Joan is an ICU doctor in a busy New York City hospital. She's extremely devoted to her work and interested in little else, which causes people around her to try to steer her toward other things in life. We talk to Weike Wang about her new novel, Joan is Okay.
We hear from poet and essayist Diana Goetsch about her new memoir This Body I Wore, in which she describes coming out as a trans woman at age 50.
Writer Elizabeth Crane had a loving marriage of 15 years—or so she thought, until one day her husband said: “I'm not happy.” Her new memoir, called This Story Will Change, takes us through that time in her life.
We hear from Marcy Dermansky, author of Hurricane Girl, a fascinating, funny, horrifying, relatable and very gripping read.

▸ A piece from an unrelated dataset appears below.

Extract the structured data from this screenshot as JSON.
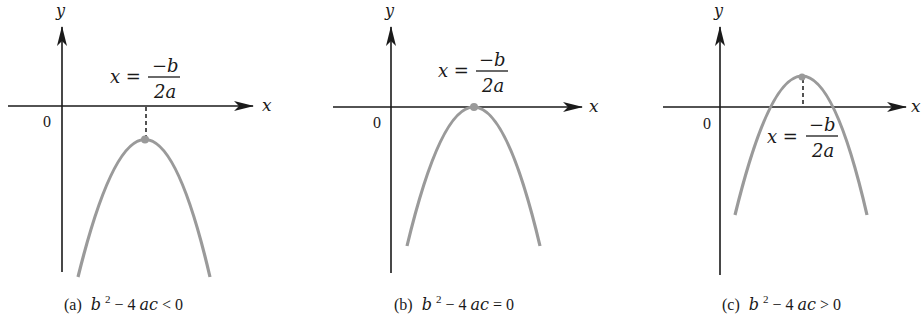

Beverly Gooden's book dispels misunderstandings about intimate partner violence and is an indispensable source of education and hope on the subject.
This time on the Gulf Coast Life Book Club, we hear from Lydia Conklin, author of the short story collection Rainbow Rainbow, which Time magazine named one of the most anticipated books of the year.
Dr. Yungman Kwak is a Korean ob-gyn who immigrated to the US after the Korean War and took up his practice in the rural Minnesota town of Horse's Breath. Now, toward the end of his career, the foundation he's built is shifting. Marie Myung-Ok Lee's new novel The Evening Hero is Kwak's story.
Six Kentucky nuns set up a hospital in India in 1947. Jyoti Thottam wrote the history in Sisters of Mokama and we talk to her on GCL Book Club.
Alison Espach discusses her outstanding new coming-of-age novel Notes on Your Sudden Disappearance.
This time on the GCL Book Club, we hear from Sarah Weinman about her gripping new book Scoundrel: How a Convicted Murderer Persuaded the Women Who Loved Him, the Conservative Establishment, and the Courts to Set Him Free.
Grant Ginder's comic novel Let's Not Do That Again explores family life within a turbulent political framework.
This week, we listen back to one of our favorite GCL Book Club conversations of the year. Poet and journalist Clint Smith's How the Word is Passed, A Reckoning with the History of Slavery Across America, is essential reading.
Essayist Laurie Easter writes about grief and loss as well as love and redemption.